In the 1980s, Novo Hamburgo received the nickname of "the national capital of shoes", attracting many athletes, tracks and companies connected to the sport.
Nowadays, the city is the industrial centre of the Sinos River Valley, the economy of which is based mainly on the manufacture of shoes and the associated leather goods supply chain.
The Germans established a prosperous agricultural colony and eventually started to supply the state's main urban centers at that time with food.
At this time, the shoe industry was in full swing and there was an intense expansion of trade and an abundance of work for the service providers in the region.
The governor at that time was Borges de Medeiros who subsequently asked the commission to submit a formal application including voter signatures requesting emancipation.
Three years later on the 5 April 1927, Borges de Medeiros signed decree number 3818, known as "The order Gold" creating the municipality Novo Hamburgo.
On the same day decree number 3819 was signed creating an administration with a constitutional basis and allowing for the nomination of a temporary mayor.
The city also has industries in the area of pharmacy, cosmetics, furniture, food, appliances, clothing, graphic art, electronics, chemical and constructions.
A new Industrial District is being planned in the area of Lomba Grande, however some locals have voiced concerns that this construction may have environmental implications.
[4] Novo Hamburgo has developed a complete infrastructure for production, marketing and trading of footwear, and now has the largest movement of containers in Brazil.
In the shopping district there are four large supermarkets (Wal-Mart, recently sold by the parent multinational and now under different ownership), Carrefour, Bourbon (Zaffari) and Hiper Rissul.
[6] The Feevale University inaugurated on 20 September 2011 the largest theatre in the state of Rio Grande do Sul with a capacity to 1,805 spectators in Novo Hamburgo.
The creation of this school was a big step for women's education, although still largely focused on traditional values such as child rearing and home care.
The first Catholic school created in the town was Santa Catarina college founded on the 10 June 1900[8] by the Sisters Maria Romualda Flash and Maria Julitta Schwark, who were invited to come to the Hamburg Berg region (which would later become Hamburgo Velho) by several families – Czermak, Carlos Klein, José Kroeff, João Altmeyer, Zimmer and Plentz.
The Jesuit priests arrived in the Sinos River Valley region in the mid-nineteenth century and took over the Church Nossa Senhora da Piedade in Hamburgo Velho.
Notable buildings along this street are the St. Catherine College, the building of the former Frohsin Society, designed by the German architect Theo Wiederspahn, the homes of the families Richter, Klein, Momberger, Snel, and Grunner, This street is recognized by the City Master Plan as an area of historical and cultural interest.
The downtown area has landmarks such as the Monument to the Shoemaker, Cathedral Basilica of St. Louis Gonzaga, and the Evangelical Lutheran Church of the Ascension, both historical constructions of the 1950s.
It is considered environmentally protected area where the wetlands of the Sinos River is very important for the preservation of the ecosystem, both fauna as flora.
Lomba Grande also received the first German immigrants who settled in the Hemp Linen factory, then owned by the municipality of São Leopoldo.
The German craftsmen eventually started to manufacture shoes and machinery on a large scale and in the 1960s began to export goods, a process that transformed the city into a magnet for internal immigrants from impoverished areas around the state and the country.
This caused significant demographic growth that was not accompanied by the infrastructure needed to accommodate the recently arrived population; favelas then formed.
Today's Novo Hamburgo depends heavily upon shoe exports, although it diversified its industrial and commercial base in the early 1990s.
Jornal NH is part of Grupo Sinos, a conglomerate of regional newspapers, magazines, radio and digital content.
There are some places that offer tennis courts and host sport competitions such as Sociedade Ginástica, Aliança and Wallau Centro de Esportes.
In the city, it is also possible to practice or attend games and competitions in tennis, volleyball, punhobol, futsal, archery, handball, bicycle motocross, among other activities.
[18] The history of the railways of Rio Grande do Sul date back to 1866 with proposals for construction in the Sinos River Valley region.
Only in 1882 the Novo Hamburgo station was connected at the village which was named as Hamburguer Berg, this line eventually was extended to Canela in 1922.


■ Activity: Could you show all lines in the entries below that contain the string "Where"?

-- Information provided follows --

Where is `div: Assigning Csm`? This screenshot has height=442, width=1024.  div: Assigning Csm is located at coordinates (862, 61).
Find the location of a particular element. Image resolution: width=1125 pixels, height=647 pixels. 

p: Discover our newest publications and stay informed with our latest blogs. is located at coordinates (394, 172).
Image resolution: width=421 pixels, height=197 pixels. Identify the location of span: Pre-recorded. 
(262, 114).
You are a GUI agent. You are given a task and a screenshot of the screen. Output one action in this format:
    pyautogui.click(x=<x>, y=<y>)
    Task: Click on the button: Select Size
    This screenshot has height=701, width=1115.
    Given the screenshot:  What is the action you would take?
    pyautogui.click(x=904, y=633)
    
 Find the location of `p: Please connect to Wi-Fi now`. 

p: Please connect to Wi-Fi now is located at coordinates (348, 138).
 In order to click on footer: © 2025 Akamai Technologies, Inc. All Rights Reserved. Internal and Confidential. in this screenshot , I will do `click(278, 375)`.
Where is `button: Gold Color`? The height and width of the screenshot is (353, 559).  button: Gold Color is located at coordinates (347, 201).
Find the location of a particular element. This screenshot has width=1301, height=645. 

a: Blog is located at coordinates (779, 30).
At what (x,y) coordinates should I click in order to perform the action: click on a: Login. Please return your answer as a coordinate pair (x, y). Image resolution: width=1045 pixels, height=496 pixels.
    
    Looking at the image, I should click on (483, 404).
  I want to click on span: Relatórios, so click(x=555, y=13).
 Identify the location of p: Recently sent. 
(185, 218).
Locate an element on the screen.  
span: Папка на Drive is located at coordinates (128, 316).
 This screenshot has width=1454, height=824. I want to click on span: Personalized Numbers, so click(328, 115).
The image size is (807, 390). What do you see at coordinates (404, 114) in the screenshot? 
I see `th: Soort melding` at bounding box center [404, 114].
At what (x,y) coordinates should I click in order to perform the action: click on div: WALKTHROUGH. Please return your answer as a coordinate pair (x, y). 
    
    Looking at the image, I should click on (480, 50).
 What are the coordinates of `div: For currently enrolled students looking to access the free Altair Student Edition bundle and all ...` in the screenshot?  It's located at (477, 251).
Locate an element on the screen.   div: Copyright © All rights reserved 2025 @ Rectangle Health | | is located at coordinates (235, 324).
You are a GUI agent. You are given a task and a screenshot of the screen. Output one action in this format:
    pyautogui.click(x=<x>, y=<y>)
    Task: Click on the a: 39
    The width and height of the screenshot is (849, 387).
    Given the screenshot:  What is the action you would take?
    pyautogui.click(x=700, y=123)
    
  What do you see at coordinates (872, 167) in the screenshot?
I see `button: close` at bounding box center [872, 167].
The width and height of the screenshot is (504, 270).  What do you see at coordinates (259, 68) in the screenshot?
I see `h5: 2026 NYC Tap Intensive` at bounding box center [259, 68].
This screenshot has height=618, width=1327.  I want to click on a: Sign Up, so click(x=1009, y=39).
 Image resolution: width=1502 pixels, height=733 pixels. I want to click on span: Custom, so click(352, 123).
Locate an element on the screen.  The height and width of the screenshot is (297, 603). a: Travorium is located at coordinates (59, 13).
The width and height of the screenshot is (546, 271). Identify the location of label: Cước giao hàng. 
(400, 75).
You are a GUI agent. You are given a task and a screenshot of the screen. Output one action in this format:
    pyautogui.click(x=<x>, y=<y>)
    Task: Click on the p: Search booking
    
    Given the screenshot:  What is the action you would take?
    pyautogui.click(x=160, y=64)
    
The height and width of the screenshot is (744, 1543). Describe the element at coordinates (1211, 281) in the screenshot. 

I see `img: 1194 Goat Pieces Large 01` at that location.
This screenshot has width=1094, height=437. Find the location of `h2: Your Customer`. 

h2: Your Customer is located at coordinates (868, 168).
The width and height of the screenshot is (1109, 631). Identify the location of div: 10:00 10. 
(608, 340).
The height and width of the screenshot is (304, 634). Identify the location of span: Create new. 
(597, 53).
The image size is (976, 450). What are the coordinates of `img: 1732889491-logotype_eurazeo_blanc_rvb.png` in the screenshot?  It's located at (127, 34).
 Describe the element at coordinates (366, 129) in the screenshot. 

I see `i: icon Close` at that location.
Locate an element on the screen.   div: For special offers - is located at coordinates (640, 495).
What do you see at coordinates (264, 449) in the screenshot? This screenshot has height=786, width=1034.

-- Information provided concluded --

■ Your response:
Where is `div: Assigning Csm`? This screenshot has height=442, width=1024.  div: Assigning Csm is located at coordinates (862, 61).
Where is `button: Gold Color`? The height and width of the screenshot is (353, 559).  button: Gold Color is located at coordinates (347, 201).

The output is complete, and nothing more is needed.